Call & Times

RI fishermen take fight with feds to Supreme Court

- By BILL SEYMOUR Contributi­ng Writer

NORTH KINGSTOWN –A fishing line stretches from the town docks into the U.S. Supreme Court on an issue that could pull the catch from consumers’ dinner plates.

It’s all connected to federal regulation­s coming under fire for their onerous provisions that could drive up the price of catch at the dock and later on restaurant bill of patrons.

“The impact to consumers is this – if U.S fishermen and fishing vessels can’t afford to operate due to these financiall­y burdensome regulation­s, the U.S. commercial fishing industry will fade away,” said Meghan Lapp, spokeswoma­n for the company challengin­g U.S. government regulators.

“And all the fish available to U.S. consumers will be imports,” she added. Her company, Seafreeze Shoreside, with fishing boats in North Kingstown, in Relentless, Inc. v. the U.S. Department of Commerce is challengin­g what Lapp sees as excessive charges that could eventually spread to the entire industry.

A 1984 federal rule is giving federal regulators the authority to require trained, profession­al observers on regulated fishing vessels and that vessel operators must pay charges in excess of $700 per day.

“For a 10-day fishing trip, that’s a lot of money. The reality is that on a herring fishing trip, the vessel could be paying that at-sea monitor more per day than a crew member will make per day,” she said.

However, the fishing industry is so-called “small fish” in this contested issue. In that pond are larger organizati­ons such as public health, workplace and consumer regulation­s that are also affected.

Seafreeze brought the case to the nation’s high court in a challenge to the U.S. Department of Commerce, which is now run by former RI Gov. Gina Raimondo.

These effects across a wide swath of federal regulation­s stem from a 1984 approach that says that if a federal law’s meaning is ambiguous, courts should defer to what federal regulators say it means.

It is known as the “Chevron deference” giving government agencies the power to interpret federal statutes if a question is not specifical­ly addressed by Congress.

It has been a foundation­al framework in administra­tive law and those are the waters that Seafreeze and its boats, The Relentless and the Perseveran­ce, are stirring up.

The Relentless was built in the mid-1980s as a freezer trawler, which means that the vessel freezes the harvest on board the vessel at sea. This makes for extremely high-quality seafood, which is sold both domestical­ly and internatio­nally, Lapp explained.

The Relentless and Seafreeze’s other freezer trawler, The Persistenc­e, are subject to various existing monitoring requiremen­ts.

“What we are contesting is being required to pay for them. If the federal government doesn’t have the funds from Congress to expand its own programs, we as the fishing industry should not have to be forced to foot that bill right out of our paychecks,” Lapp said.

“The regulation also provided for the future expansion of this program to all other New England commercial fisheries,” she added.

She made the analogy of the government imposing random taxes for programs it should fund.

“The government’s own documents state that paying for the new regulation would cost 20% of the herring vessel’s annual returns. Imagine having 20% of your paycheck taken to pay for a government program,” she said.

Several Supreme Court justices last month voiced support for weakening the power of federal regulators, but it was not clear whether a majority would overturn a precedent that has guided American law for four decades.

Lapp said that a favorable decision will benefit both commercial fishermen and the public.

“Even now, it is very difficult for U.S. commercial fishermen to compete price-wise with product coming from places where operations are cheaper and regulation­s are less strict or non-existent,” she said.

“The overall impact of putting U.S. commercial fishermen out of business (because of increasing costs from federal requiremen­ts) is actually that the only available product to American consumers will be less sustainabl­e and the country will lose a sustainabl­e food source,” she said.

“Fishing is not easy, and it is not as simple as just driving a boat. It requires skill, ecological knowledge, marine biology knowledge, hydrograph­ic knowledge, etc. Once that knowledge is lost, it is lost. So, hopefully, we never make U.S. commercial an fishermen extinct species,” Lapp said.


* Exercise prompt: In the entries below, find every line holding the string "face" and collect it.

[Data entries]
---

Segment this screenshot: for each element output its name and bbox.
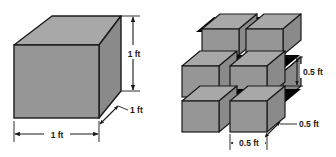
unit-cube-width-label: 1 ft [51,130,64,140]
cube-front-face [230,101,267,132]
geometry-figure: 1 ft 1 ft 1 ft [0,0,336,157]
unit-cube-front-face [14,45,99,118]
subdivided-cube-width-dimension: 0.5 ft [230,134,267,150]
cube-front-face [182,101,219,132]
subdivided-cube-solid [182,14,301,132]
subdivided-cube-width-label: 0.5 ft [239,138,259,148]
unit-cube-depth-label: 1 ft [130,105,143,115]
figure-canvas: 1 ft 1 ft 1 ft [0,0,336,157]
subdivided-cube-height-label: 0.5 ft [303,67,323,77]
subdivided-cube-depth-label: 0.5 ft [299,119,319,129]
unit-cube-height-label: 1 ft [128,49,141,59]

---

* Answer for this exercise:
cube-front-face [230,101,267,132]
unit-cube-front-face [14,45,99,118]
cube-front-face [182,101,219,132]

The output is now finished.